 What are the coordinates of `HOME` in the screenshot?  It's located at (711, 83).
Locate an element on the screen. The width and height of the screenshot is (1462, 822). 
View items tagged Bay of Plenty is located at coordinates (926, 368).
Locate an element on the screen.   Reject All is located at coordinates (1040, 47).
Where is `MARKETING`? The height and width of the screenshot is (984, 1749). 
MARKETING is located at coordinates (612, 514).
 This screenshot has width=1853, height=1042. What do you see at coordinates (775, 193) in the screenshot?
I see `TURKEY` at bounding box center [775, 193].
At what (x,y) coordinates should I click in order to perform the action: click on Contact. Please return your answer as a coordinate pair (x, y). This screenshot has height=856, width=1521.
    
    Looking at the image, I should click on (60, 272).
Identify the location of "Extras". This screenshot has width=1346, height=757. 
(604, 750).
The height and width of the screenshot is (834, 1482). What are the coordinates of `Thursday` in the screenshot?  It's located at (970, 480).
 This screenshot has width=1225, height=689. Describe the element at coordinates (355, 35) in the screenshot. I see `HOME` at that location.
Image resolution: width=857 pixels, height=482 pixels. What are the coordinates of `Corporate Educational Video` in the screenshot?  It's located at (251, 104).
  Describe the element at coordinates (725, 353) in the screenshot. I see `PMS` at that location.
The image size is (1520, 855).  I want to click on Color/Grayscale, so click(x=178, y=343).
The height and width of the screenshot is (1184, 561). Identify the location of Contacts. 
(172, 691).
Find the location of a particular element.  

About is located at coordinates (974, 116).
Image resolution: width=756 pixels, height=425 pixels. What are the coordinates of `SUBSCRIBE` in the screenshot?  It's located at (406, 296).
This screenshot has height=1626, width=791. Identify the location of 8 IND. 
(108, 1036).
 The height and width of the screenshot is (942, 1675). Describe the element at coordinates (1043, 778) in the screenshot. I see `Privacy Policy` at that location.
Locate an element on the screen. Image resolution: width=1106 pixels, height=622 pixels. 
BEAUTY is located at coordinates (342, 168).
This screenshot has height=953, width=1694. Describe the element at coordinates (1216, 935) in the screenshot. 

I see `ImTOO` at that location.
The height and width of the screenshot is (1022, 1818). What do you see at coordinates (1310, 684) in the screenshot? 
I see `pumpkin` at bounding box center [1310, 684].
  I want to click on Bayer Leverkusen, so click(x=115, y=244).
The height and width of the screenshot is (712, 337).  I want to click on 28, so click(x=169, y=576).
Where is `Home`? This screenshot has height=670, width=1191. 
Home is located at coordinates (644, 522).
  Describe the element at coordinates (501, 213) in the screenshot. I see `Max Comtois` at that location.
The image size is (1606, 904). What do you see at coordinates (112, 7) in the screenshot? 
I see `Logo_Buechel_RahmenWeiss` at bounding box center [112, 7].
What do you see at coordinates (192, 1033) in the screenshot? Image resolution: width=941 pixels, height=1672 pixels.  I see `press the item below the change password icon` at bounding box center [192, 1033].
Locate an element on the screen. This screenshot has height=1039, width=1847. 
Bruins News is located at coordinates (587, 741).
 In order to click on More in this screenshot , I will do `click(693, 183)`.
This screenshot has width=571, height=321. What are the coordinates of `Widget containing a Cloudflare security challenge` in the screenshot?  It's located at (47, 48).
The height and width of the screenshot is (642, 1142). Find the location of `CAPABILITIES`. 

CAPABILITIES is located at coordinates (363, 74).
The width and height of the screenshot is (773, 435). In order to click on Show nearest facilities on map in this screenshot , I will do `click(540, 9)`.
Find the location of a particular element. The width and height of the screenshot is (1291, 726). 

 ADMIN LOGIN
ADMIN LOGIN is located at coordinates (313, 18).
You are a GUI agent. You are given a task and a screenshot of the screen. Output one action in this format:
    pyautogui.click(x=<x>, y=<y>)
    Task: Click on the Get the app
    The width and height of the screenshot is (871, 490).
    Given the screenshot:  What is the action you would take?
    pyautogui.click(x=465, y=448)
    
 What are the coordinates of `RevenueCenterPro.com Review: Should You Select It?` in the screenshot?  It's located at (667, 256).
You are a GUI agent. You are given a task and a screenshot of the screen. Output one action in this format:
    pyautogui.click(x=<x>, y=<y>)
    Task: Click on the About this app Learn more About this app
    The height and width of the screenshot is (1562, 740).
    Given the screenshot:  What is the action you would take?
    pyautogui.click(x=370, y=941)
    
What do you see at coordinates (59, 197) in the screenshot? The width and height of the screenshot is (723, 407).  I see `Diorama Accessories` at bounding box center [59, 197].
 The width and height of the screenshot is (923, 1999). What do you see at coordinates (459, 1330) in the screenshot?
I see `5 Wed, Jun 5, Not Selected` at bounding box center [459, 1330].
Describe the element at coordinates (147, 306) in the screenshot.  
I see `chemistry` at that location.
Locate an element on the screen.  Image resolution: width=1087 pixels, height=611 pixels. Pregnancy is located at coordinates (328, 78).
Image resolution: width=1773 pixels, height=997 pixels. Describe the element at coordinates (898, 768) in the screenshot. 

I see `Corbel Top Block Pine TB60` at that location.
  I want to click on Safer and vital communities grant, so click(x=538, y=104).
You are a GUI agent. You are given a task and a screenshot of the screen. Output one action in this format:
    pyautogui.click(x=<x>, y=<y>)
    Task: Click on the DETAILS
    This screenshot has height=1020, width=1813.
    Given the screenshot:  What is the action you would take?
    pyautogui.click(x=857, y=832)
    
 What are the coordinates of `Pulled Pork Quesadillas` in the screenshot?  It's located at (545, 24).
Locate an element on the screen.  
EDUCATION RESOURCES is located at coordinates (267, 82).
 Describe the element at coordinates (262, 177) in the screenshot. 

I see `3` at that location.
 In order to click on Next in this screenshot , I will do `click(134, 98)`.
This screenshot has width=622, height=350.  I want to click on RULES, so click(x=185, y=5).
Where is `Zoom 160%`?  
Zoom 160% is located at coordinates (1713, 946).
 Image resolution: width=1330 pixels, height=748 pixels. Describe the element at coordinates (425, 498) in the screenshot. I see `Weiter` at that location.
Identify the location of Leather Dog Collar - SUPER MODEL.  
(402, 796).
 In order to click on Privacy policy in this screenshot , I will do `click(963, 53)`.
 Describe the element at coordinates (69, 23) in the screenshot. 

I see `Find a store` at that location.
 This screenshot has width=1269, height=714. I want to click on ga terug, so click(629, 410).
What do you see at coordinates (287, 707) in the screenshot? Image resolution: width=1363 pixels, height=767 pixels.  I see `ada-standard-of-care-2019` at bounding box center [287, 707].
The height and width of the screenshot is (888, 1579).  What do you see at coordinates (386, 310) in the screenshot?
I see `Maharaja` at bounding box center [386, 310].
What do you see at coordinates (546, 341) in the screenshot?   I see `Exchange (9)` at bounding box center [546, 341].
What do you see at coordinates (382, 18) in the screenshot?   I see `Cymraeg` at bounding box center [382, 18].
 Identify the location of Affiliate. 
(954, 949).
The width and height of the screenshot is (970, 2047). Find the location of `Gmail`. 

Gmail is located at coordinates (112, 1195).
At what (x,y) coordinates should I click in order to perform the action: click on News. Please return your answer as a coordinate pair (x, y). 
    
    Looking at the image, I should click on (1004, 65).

#### Exercise directions:
Take every line from the data that includes the word "will".

#### Solution to this exercise:
 In order to click on More in this screenshot , I will do `click(693, 183)`.
The width and height of the screenshot is (773, 435). In order to click on Show nearest facilities on map in this screenshot , I will do `click(540, 9)`.
 In order to click on Next in this screenshot , I will do `click(134, 98)`.
 In order to click on Privacy policy in this screenshot , I will do `click(963, 53)`.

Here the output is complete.